Alva.Noto
Carsten Nicolai alva.noto
60 cycle hums, jagged static cracklings, and clipped electron pinpricks, mutating them into sublime, post-techno grooves
Arika have been creating events since 2001. The Archive is space to share the documentation of our work, over 600 events from the past 20 years. Browse the archive by event, artists and collections, explore using theme pairs, or use the index for a comprehensive overview.
60 cycle hums, jagged static cracklings, and clipped electron pinpricks, mutating them into sublime, post-techno grooves
An extravagant debauch of huge pianos, plush toys, cognac and ritual.
The films in the programme take the essential and fundamental building blocks of cinema (combining sound and image through time) screw about with them, interrogate them and cast them anew.
A system in which oscillators shake The Arches, seismographs pick up the harmonics that are then amplified through massive sub-bass PA.

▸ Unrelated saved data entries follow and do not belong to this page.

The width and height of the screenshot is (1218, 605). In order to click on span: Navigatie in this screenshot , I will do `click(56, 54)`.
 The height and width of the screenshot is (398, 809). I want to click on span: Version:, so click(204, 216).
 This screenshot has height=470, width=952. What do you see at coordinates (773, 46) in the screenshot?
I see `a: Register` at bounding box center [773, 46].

(Cyber)feminist, non-essentialist transgender and queer daily radio shows using the formula of morning radio as an arch way of thinking about the scripted behaviour and controlled empathy of systematic care.
The second in a series of workshops for workers and non-workers who care. What does the sharing of vulnerability entail? Can such a sharing inform progressive social relations?
Arika is working in partnership with Decriminalised Futures on a multi year collaboration featuring multiple creative projects exploring sex worker lives, experiences and movement struggles.
A multi-media harp and spoken word tribute to the incalculable, the in-deducible, the suspicious static noise that accompanies the voice of truth, and the attempted aberrations in the domain of emergence.
MICRO 1 – Wrap a live microphone with a very large sheet of paper. Make a light bundle. Keep the microphone live for another 5 minutes. T. Kosugi – (1961)
How do people both inside and outside of prison work together to dismantle the criminal justice system and build a society based on collective care?
A live installation of the ‘Film Ist’: projected on 4 huge screens and an improvised soundtrack from 4 figureheads of the Austrian experimental music scene.
Can a musician create a sonic photograph; something with a depth of field, where you can hear sounds and their interconnections, much as you see objects and their relationships in a photo? Could a filmmaker use musical concepts to represent landscape?